David Keyes | Hagadone News Network | UPDATED 14 years, 6 months AGO
by David Keyes
| July 25, 2010 9:00 PM

SANDPOINT — Idaho’s biggest single highway construction project just hit the halfway mark.

The Sand Creek Byway, which has been in the planning stages since the 1950s, will be ready for traffic in November, 2012, according to Ken Sorenson, the Idaho Transportation Department’s project leader.

The work on the nearly $100 million byway project has led to some staggering numbers so far.

As of this week, byway construction has used:

• 750,000 yards of material.

“At 12 yards a load, that is a lot of trips,” Sorenson said.

• 11,300 cubic yards of concrete.

• 600,000 pounds of rebar.

• 3.5 million pounds of steel.

• 1 mile of pipe.

• 510,000 cubic yards of fabric reinforcement. “Enough to cover all of Sandpoint,” he said.

• 250,000 truck trips.

The highly visible project draws stares from nearly every vantage point along the two-mile construction zone.

“People always ask about the bike paths because they can see them taking shape,” he told Sandpoint Rotarians on Wednesday. “The good news is most of that work is completed, the bad news is you won’t be able to ride and walk on them until the project is done for liability reasons.”

Sorenson said crews chase off numerous sightseers from the paths on Sundays when construction has stopped.

ITD has between 20-25 people working on the project right now and Parsons has 165 employees. There has been two job-related injuries including an accident on Tuesday.

Sorenson said the weather and historically low lake levels in the winter have kept the project on schedule.

“We have had 55 or so winters since the byway was planned and the lake level has been at its lowest the past two years,” he said. “We stayed out of the water and that really helped.”
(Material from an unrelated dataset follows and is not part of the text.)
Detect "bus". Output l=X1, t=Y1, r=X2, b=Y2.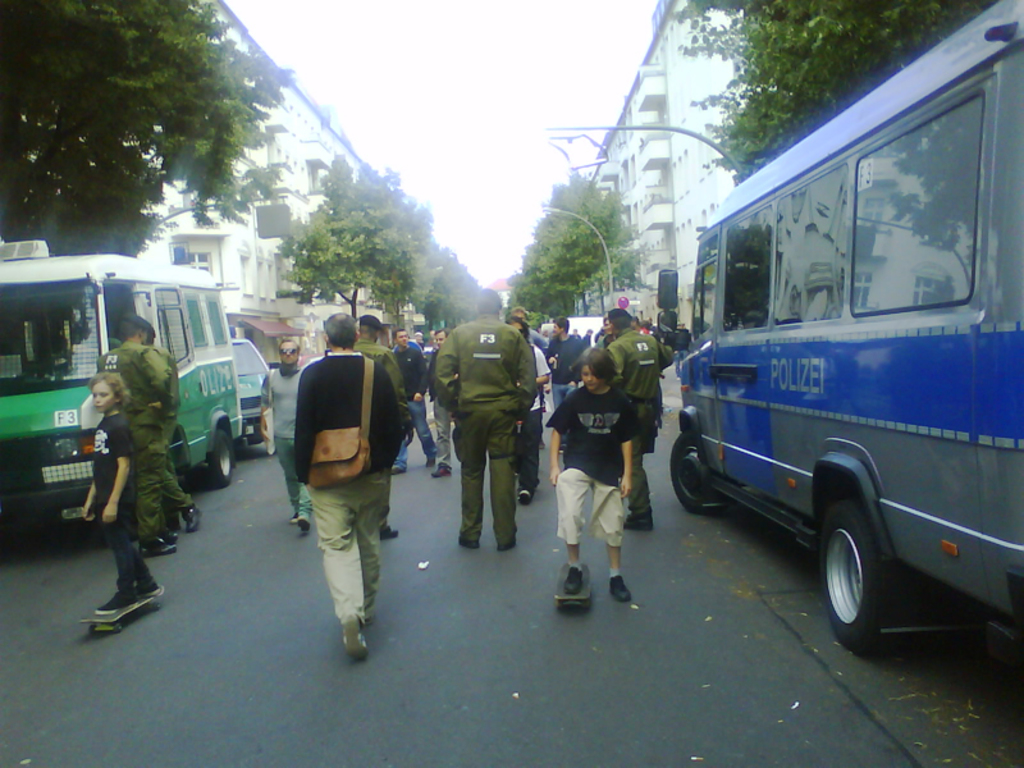
l=681, t=0, r=1023, b=640.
Crews have just planted 60,000 willow trees along the project in what has been a busy summer at the byway.

There have been two tunnels constructed along the byway — one near the Cedar Street Bridge and one near the railroad tracks.
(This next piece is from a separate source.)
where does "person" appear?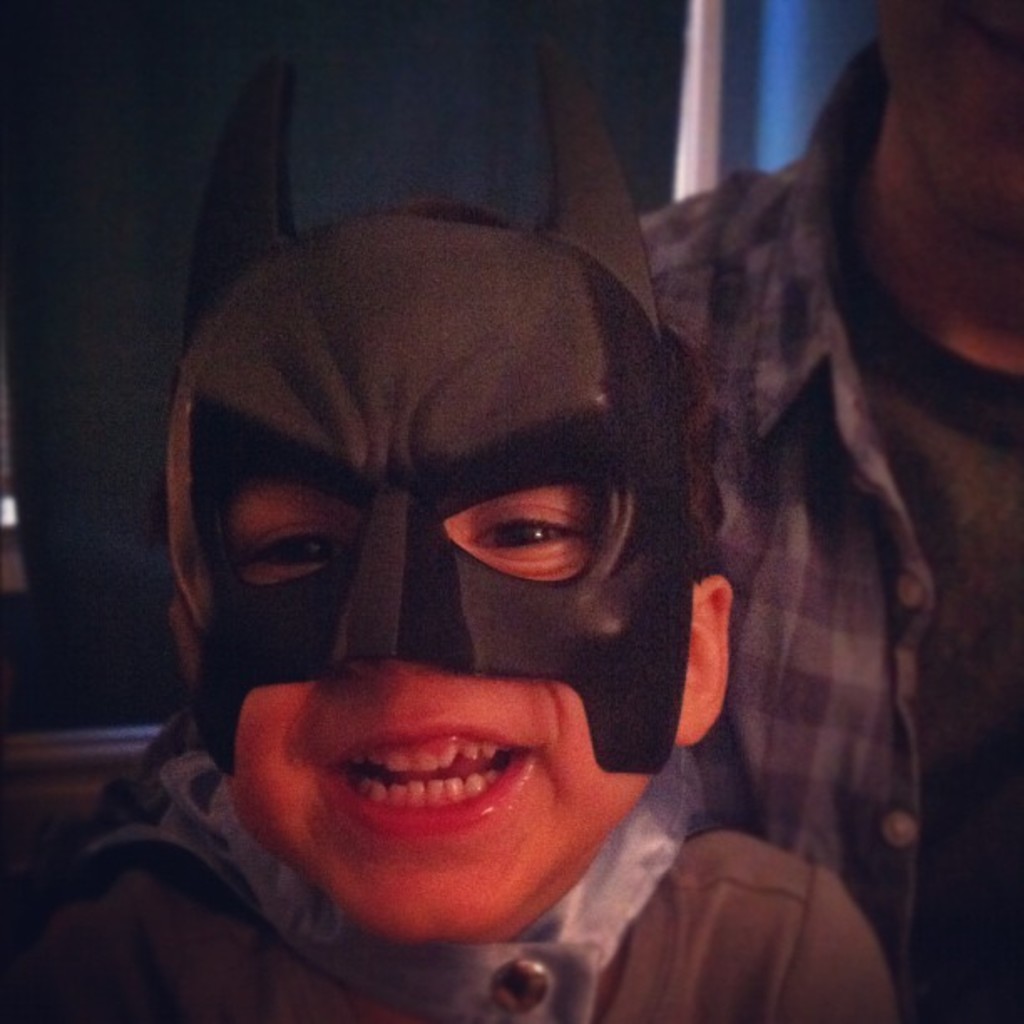
Appears at (87, 90, 865, 1023).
The sprinklers on the site run two to four hours a day to keep the wetland sod alive. Sorenson said it can take up to 18 months for the sod to take off.

One Rotarian was concerned about the condition of the bike path on the north end of the Long Bridge. Sorenson said he made the choice to keep the path open and hoped most people would put up with the portions of gravel along the path.